It must be a great and useful product sold at the right price and suitable quality if you bought it?
Doubtless the tag image is so neutral on first glance many might not notice anythIng of the image.
Some of us buy para military styled clothing to help us blend in, so who knows what the brand owner means?
So an online product perhaps which would explain how the tag image snuck past an experienced Choice member. And a poor translation of a sales line into English.
I think they are implying they attire is milspec equivalent, that is tough and rugged enough to take to combat in a war zone.
OK satisfied my curiosity and did an image search. They are selling lots of weekend urban warrior clothing. It all seems as tough as camouflage coloured toothpaste. At least they havenāt stooped to disruptive colour patterns!
No the tag would not persuade me to buy their product, but I think it panders to those city types who want to feel like the rugged outdoors hero (without any of the inconveniences).
The product was a winter jacket ordered online as an experiment. Normally I would never buy shoes or clothes without trying them on but decided to risk it on clothing as clothing shops are rare in my neck of the woods. I was pleasantly surprised when the jacket arrived from China on time with no fuss and turned out to be quite well made. It is thick and warm as advertised, good materials including substantial buttons, metal zippers and no stitching faults. I couldnāt find one loose thread. It is exactly the measurements quoted on line. It is neither particularly flimsy nor rugged but quite suitable to wear to town on a winter day.
The labels: it took me a while to work out what was going on. One is just āAFS ZDJPā in large block letters. I didnāt know if this was a name, a size, a design number or some unfamiliar Chinese designation. It turns out to be the brand. Why use a meaningless, unpronounceable string of letters? There was no label that gave a size, style or description of the goods in English, although the coat had a size in Roman letters.
No prizes for guessing the text on the swing tag is transliterated Mandarin. I suppose they are trying to associate positive masculine traits with the product but you would think if they were going to aim at the export market they would get a native English speaker to check the script and possibly to advise on cultural connotations.
The image took a while to puzzle out. After scrutiny, it is of a battle with planes, helicopters, bombs and blasts. Riffing on the masculine-military link I suppose rather than suggesting that if you wear the jacket your will be attacked by gunships. The odd thing is that the garment is not military in style or decoration. I donāt expect the coat would stand up too well dodging through barb wire and shell holes under fire but I wonāt wear while fixing fences as whatever you wear will get holes pulled in it sooner or later.
I wonder if the Chinese shake their heads over the marketing and presentation of Australian goods?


Go over the records and count each line that has the string "Image". Give the number and nothing else.

(SUPPLIED RECORDS begins)

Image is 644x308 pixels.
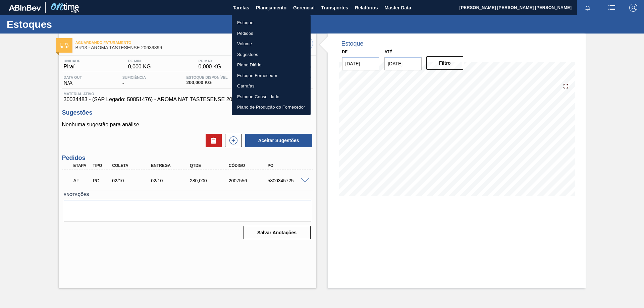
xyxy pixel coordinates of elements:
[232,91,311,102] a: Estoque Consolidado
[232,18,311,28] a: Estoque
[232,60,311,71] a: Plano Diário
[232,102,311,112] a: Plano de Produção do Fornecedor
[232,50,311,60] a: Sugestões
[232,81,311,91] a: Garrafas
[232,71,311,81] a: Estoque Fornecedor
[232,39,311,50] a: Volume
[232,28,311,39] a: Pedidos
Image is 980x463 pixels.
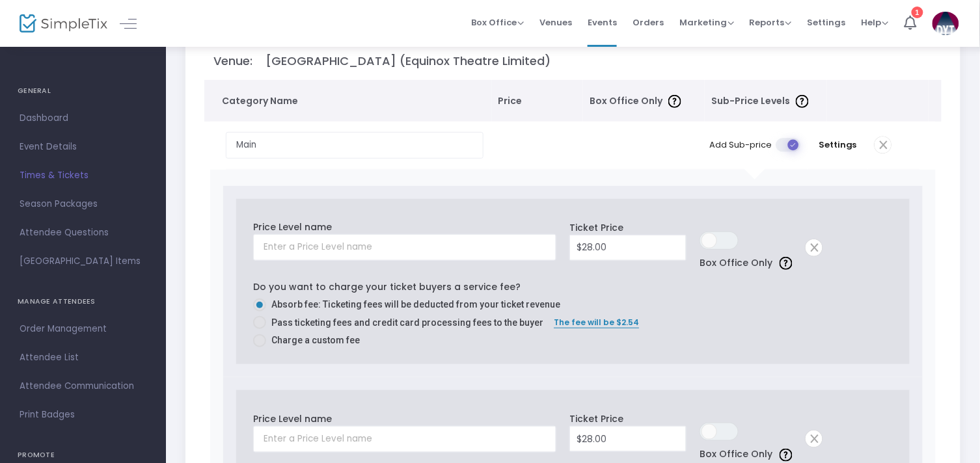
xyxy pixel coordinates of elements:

(SUPPLIED RECORDS ends)
(SUPPLIED RECORDS begins)

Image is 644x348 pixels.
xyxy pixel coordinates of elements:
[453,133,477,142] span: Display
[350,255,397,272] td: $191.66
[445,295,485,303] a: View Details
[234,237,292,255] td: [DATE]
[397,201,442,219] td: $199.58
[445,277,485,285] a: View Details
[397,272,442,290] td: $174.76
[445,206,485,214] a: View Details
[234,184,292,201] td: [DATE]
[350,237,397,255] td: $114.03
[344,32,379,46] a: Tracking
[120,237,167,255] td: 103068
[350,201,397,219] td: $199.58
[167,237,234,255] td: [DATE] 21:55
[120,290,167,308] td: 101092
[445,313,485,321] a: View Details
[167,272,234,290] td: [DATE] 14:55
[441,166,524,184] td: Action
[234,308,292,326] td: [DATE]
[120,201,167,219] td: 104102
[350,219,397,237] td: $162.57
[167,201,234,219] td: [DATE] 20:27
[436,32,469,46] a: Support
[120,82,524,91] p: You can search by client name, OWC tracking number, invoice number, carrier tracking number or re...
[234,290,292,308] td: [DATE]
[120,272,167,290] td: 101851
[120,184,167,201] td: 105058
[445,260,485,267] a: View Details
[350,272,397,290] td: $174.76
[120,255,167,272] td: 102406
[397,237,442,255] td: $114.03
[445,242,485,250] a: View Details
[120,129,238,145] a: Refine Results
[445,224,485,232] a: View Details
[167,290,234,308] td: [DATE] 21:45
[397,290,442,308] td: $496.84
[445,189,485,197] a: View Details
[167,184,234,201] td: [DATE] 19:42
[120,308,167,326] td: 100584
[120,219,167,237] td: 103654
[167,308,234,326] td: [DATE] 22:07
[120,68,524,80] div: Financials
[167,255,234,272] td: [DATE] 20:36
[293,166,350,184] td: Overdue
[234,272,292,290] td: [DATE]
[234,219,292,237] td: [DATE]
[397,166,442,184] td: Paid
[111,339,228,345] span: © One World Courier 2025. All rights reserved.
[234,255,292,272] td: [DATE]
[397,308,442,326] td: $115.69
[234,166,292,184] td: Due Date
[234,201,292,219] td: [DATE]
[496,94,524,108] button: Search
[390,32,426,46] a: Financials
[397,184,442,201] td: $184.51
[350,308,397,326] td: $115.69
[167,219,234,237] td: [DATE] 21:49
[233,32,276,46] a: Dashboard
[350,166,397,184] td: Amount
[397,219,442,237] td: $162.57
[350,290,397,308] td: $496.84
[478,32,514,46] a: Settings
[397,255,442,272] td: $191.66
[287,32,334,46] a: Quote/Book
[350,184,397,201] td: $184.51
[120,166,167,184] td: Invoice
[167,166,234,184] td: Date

(SUPPLIED RECORDS ends)
(SUPPLIED RECORDS begins)

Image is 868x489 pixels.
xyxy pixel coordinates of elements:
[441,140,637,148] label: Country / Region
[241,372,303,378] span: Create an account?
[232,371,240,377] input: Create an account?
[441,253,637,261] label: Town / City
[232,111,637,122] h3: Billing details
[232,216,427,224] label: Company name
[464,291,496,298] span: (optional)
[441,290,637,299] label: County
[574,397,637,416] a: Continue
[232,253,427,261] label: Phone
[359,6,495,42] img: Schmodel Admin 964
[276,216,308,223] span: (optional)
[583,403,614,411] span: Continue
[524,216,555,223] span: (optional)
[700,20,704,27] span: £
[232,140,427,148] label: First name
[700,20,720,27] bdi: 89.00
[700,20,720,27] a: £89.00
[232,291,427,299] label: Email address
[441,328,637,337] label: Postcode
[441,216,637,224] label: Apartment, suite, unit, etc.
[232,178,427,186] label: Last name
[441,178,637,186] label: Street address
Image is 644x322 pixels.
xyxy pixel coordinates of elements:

(SUPPLIED RECORDS ends)

> _WORKED SOLUTION_
5